Robert Cumming’s opening sentence is: ‘Kenneth Clark and Bernard Berenson first met in the summer of 1925.’ One is then transported to terraces of cypress and statuary, sunshine and high art, Edith Wharton and Paul of Yugoslavia cooing over a balustrade. Clark was 22 and had just finished at Oxford; he was ‘doing’ Italy with Charles Bell, Keeper of Fine Art at the Ashmolean. Lunch at I Tatti, Berenson’s citadel of aesthetic endeavour near Florence, was arranged. By the end of it, Clark had been taken on as Berenson’s assistant for the revision of the master’s classic The Drawings of the Florentine Painters.
Cumming tweaks the myth:
Clark’s youthful self-assurance and aloofness would not have been a discouragement for Berenson: aloofness was one of his own notable characteristics. Equally, the rich, the well-bred and the good-looking held a perpetual fascination for him, as did clever, articulate, Oxford-educated Anglo-Saxons.
Clark was indeed rich — his family had invented cotton reels — but he was not good-looking. Nor was Berenson aloof: when not working, he was intensely gregarious and received countless guests at I Tatti, which Cumming rightly describes as ‘a 20th-century version of a Renaissance humanist court.’ It was financed by Berenson’s authentication work with the dealer Joseph Duveen in the golden age of the old-master market.
When he took on Clark, Berenson was 60. He was not homosexual but his close male friends had been. Otherwise all his close friendships were with women. This would never be Clark’s milieu, and in a sense their lengthy correspondence was a substitute for a friendship which didn’t happen. Clark soon returned to London, became married with children, and rapidly forged an independent career. He was gifted in his own right, but it was his association with Berenson which kick-started him in the art world.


• **What you should do**:
Print exactly the line that contains "Crop the region" along with every line beneath it to the end of the records below, and omit pictures.

• **Supplied data**:
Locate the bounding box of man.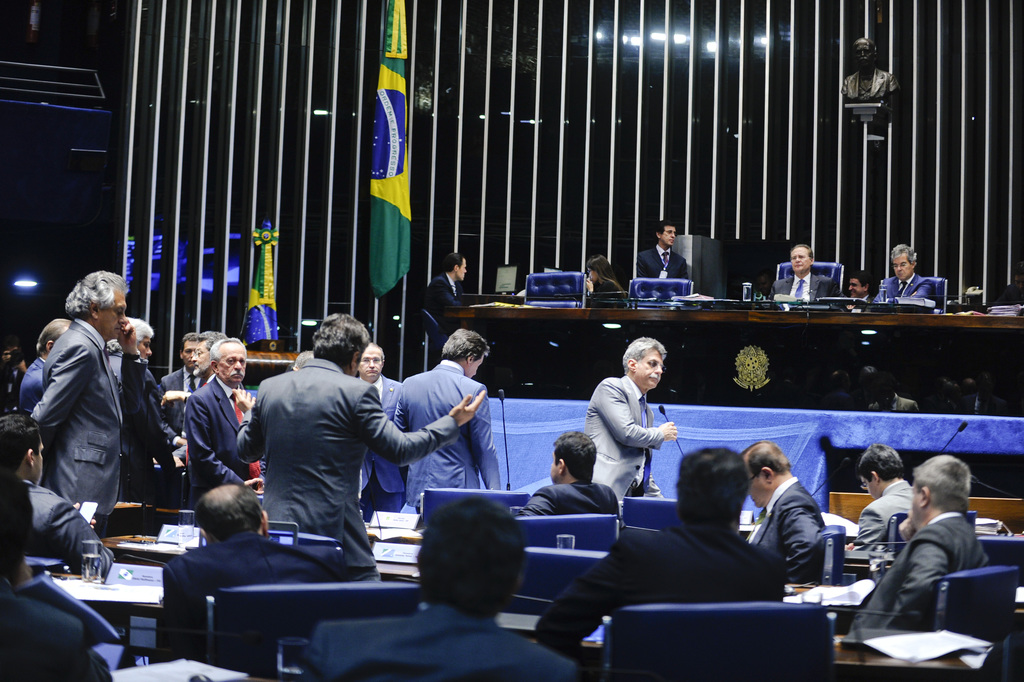
Bounding box: region(535, 444, 784, 662).
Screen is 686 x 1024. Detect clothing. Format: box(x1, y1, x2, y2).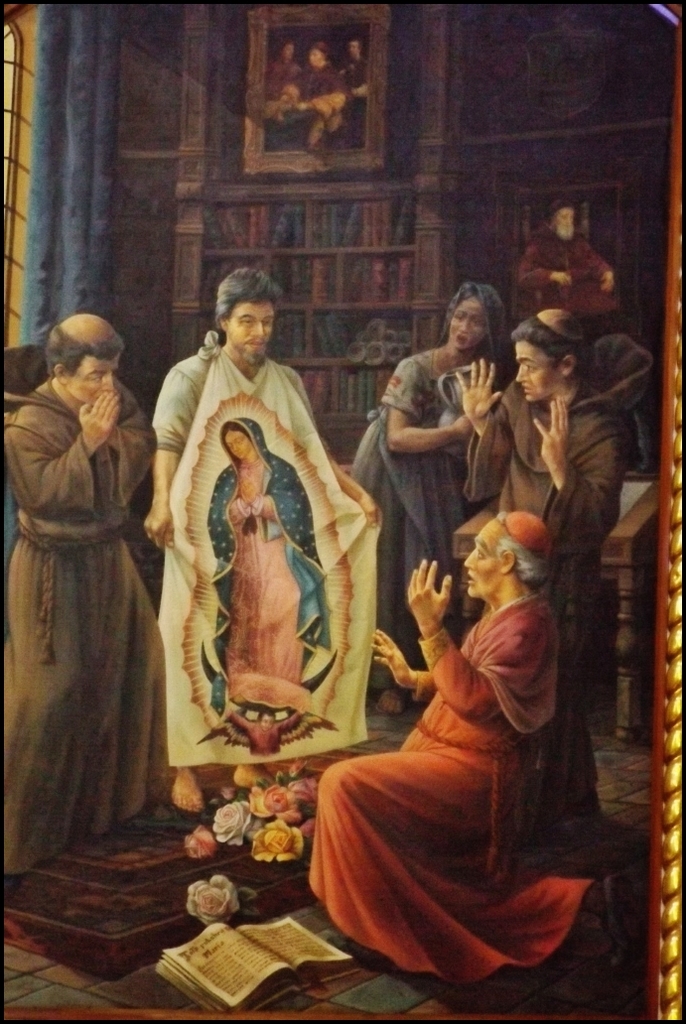
box(348, 282, 506, 690).
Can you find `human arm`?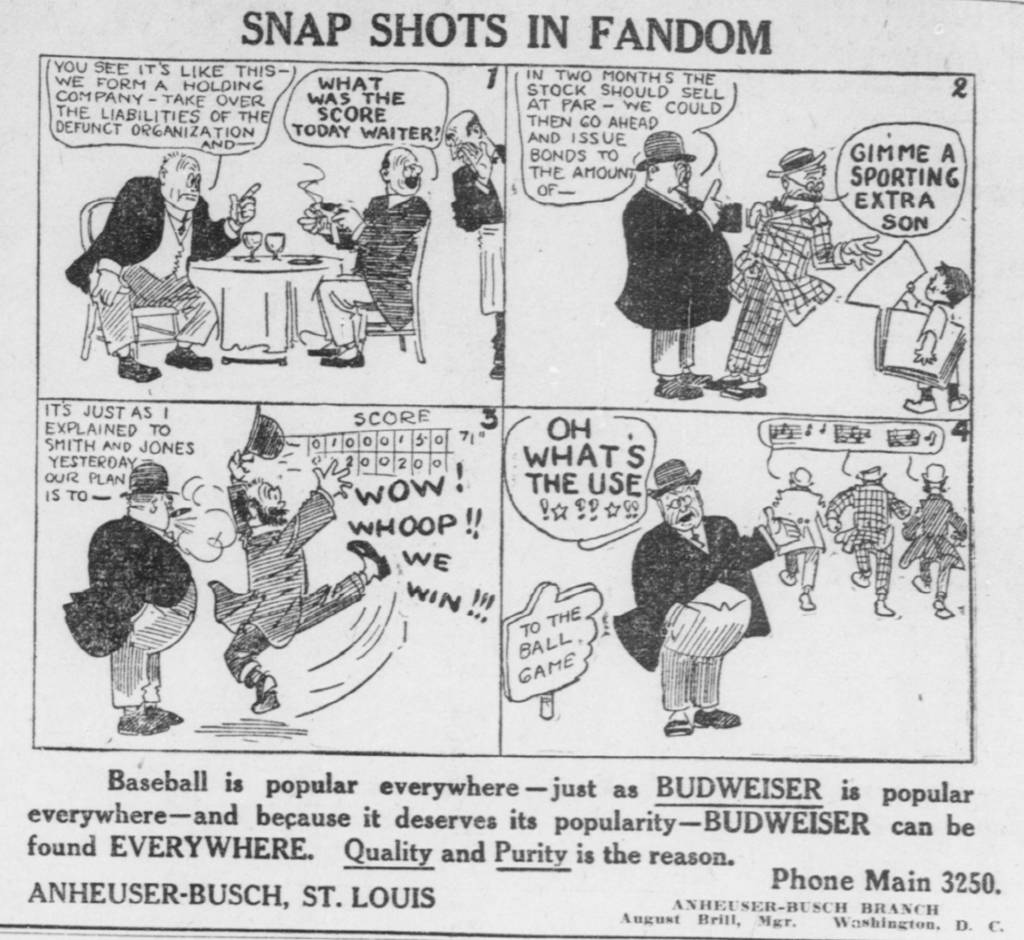
Yes, bounding box: [x1=942, y1=492, x2=984, y2=544].
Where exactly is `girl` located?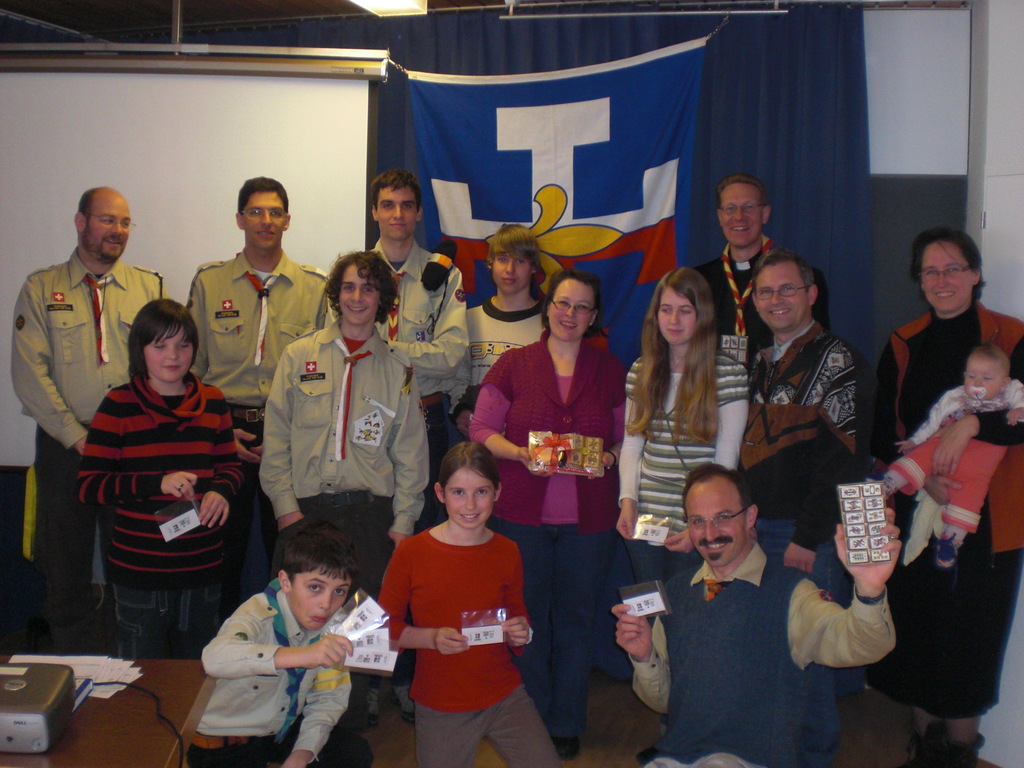
Its bounding box is crop(615, 268, 749, 628).
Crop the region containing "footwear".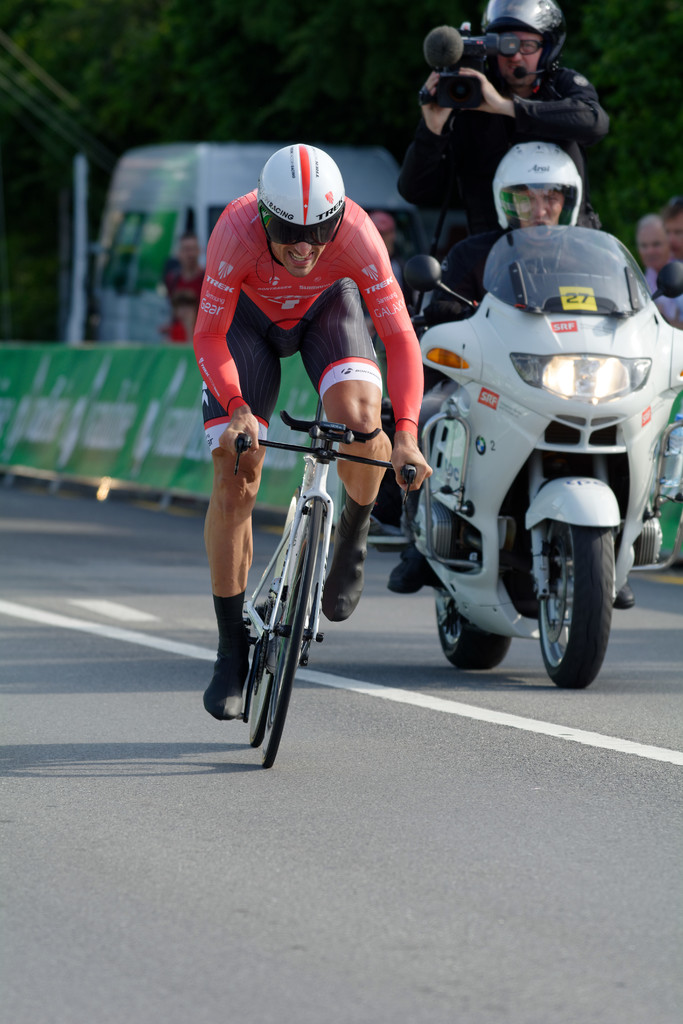
Crop region: crop(386, 547, 438, 596).
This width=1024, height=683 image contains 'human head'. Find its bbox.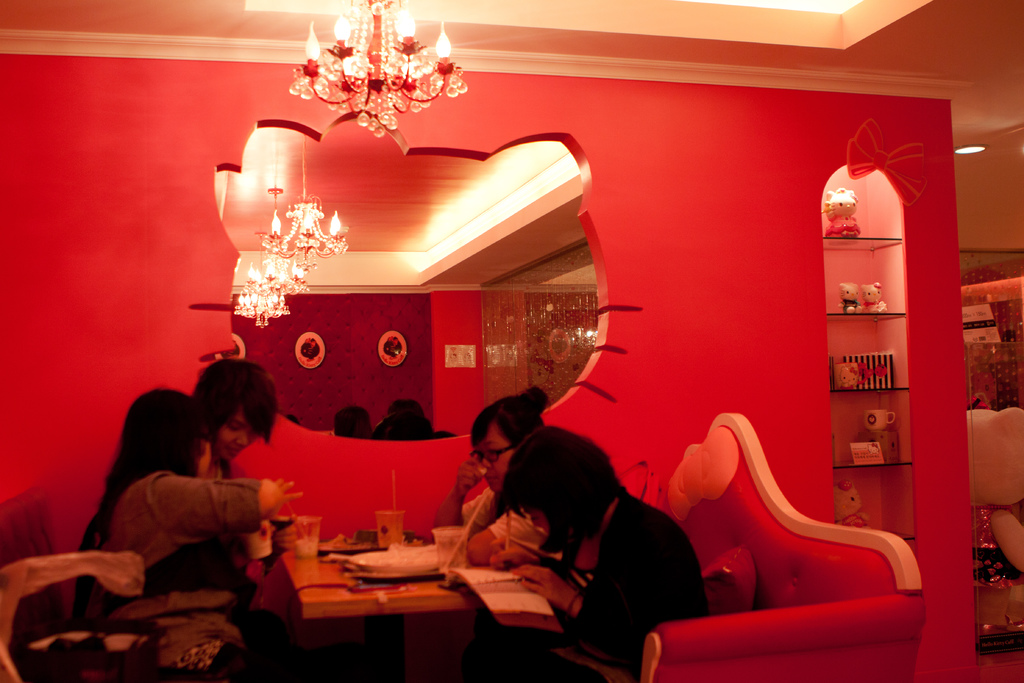
{"left": 493, "top": 420, "right": 618, "bottom": 550}.
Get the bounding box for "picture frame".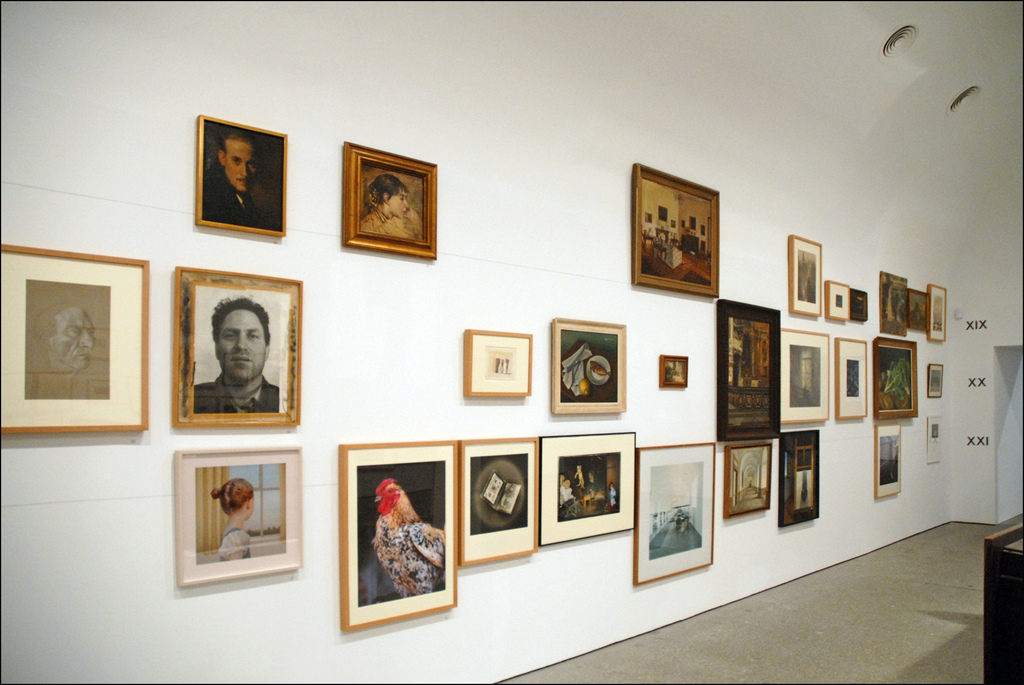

• **Solution to this exercise**:
Crop the region containing "footwear".
Crop region: crop(386, 547, 438, 596).
This width=1024, height=683 image contains 'human head'. Find its bbox.
{"left": 493, "top": 420, "right": 618, "bottom": 550}.
Get the bounding box for "picture frame".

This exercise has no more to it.